Going into a nearby town, Kit, Dave Calvin's accomplice in a bank heist, mentions that she has watched an Alfred Hitchcock movie. As James Hadley Chase published I Would Rather Stay Poor in 1962, that means the writing and publication of the novel would have taken place sometime before Hitchcock's The Birds (1963) but immediately after Pycho (1960). So Psycho would likely have been on the mind of Chase and any reader during the time of I Would Rather Stay Poor's appearance. And a psycho is what we have with the story's protagonist, Calvin. It's not so much that the novel is filled with murders and grisly descriptions of them. It's not. There is only one direct murder. The rest of the deaths come as a result of suicide and essentially happen "out of sight" of the reader. This is in contrast to Chase's early works which were lingering and graphic as killers would build up a body count. Here, Chase is doing something a little different.

What occurs in I Would Rather Stay Poor is sketching out the psychology of the two key characters, Calvin and his accomplice/fiance, Kit.

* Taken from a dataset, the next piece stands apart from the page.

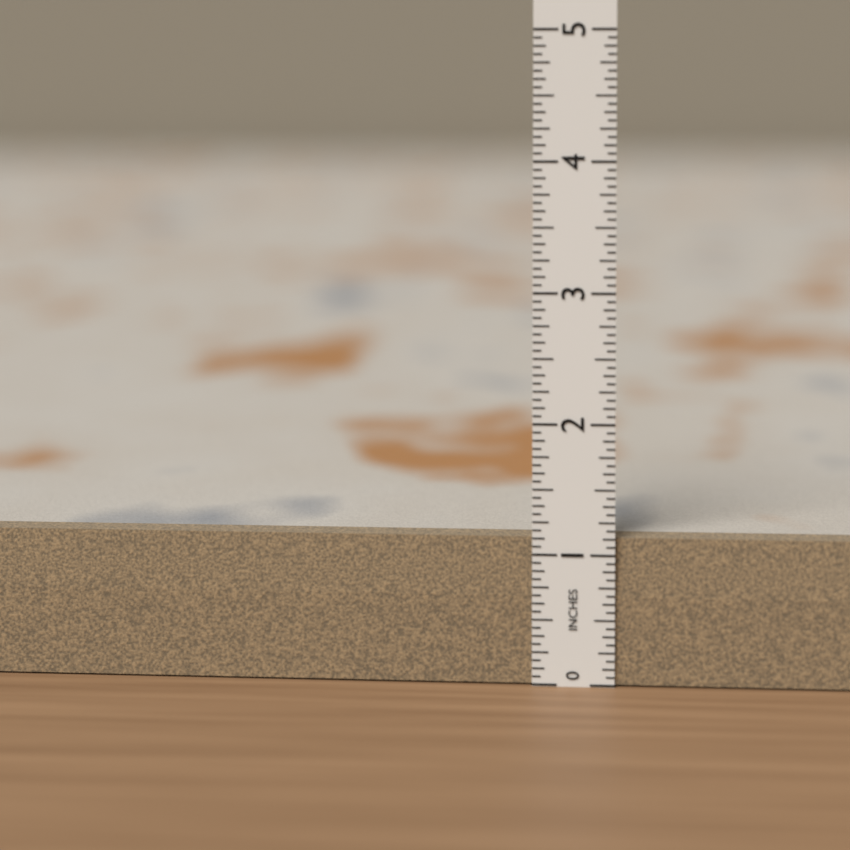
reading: 1.1250 in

The alcoholic Kit, who has been on the wagon, begins a quick process of disintegration that Chase documents throughout. But it is the psychotic Calvin who is most interesting. For what Chase does is tie his killer's psychotic and sociopathic tendencies to his experience of killing Japanese soldiers during World War II. Calvin kills lightly because the war taught him how to do so while severing him from the normal connections that being part of a community are all about. Thus this is a work that, albeit briefly, deals with the murderous after effects of combat fatigue--or, as it would soon become known after Vietnam, PTSD. Yes, Calvin is sort of an early version of a criminal Rambo.

Otherwise, only a few problems. I realize Chase is writing for an audience expecting Britishisms. But, really, when he creates mental or actual dialog, it is a jolt to see things such as Americans referring to "sideboards," when absolutely no one would use that term, instead using the proper word, "sideburns." Too, as someone who took up tennis at age eight, just a year after this novel was published, I cannot imagine an American tennis facility, country club or otherwise, that offers up a tea pavilion. You might get tea, but it would only be iced tea, not the British variety. I think the reliance on these Britishisms is the reason Chase failed in America. It's just too awkward for most American readers to come across these passages. Imagine, on the other hand, for example, if Miss Marple were suddenly to start talking like Mae West, "come up and see me, sometime, big boy." That's the effect Chase has on American readers.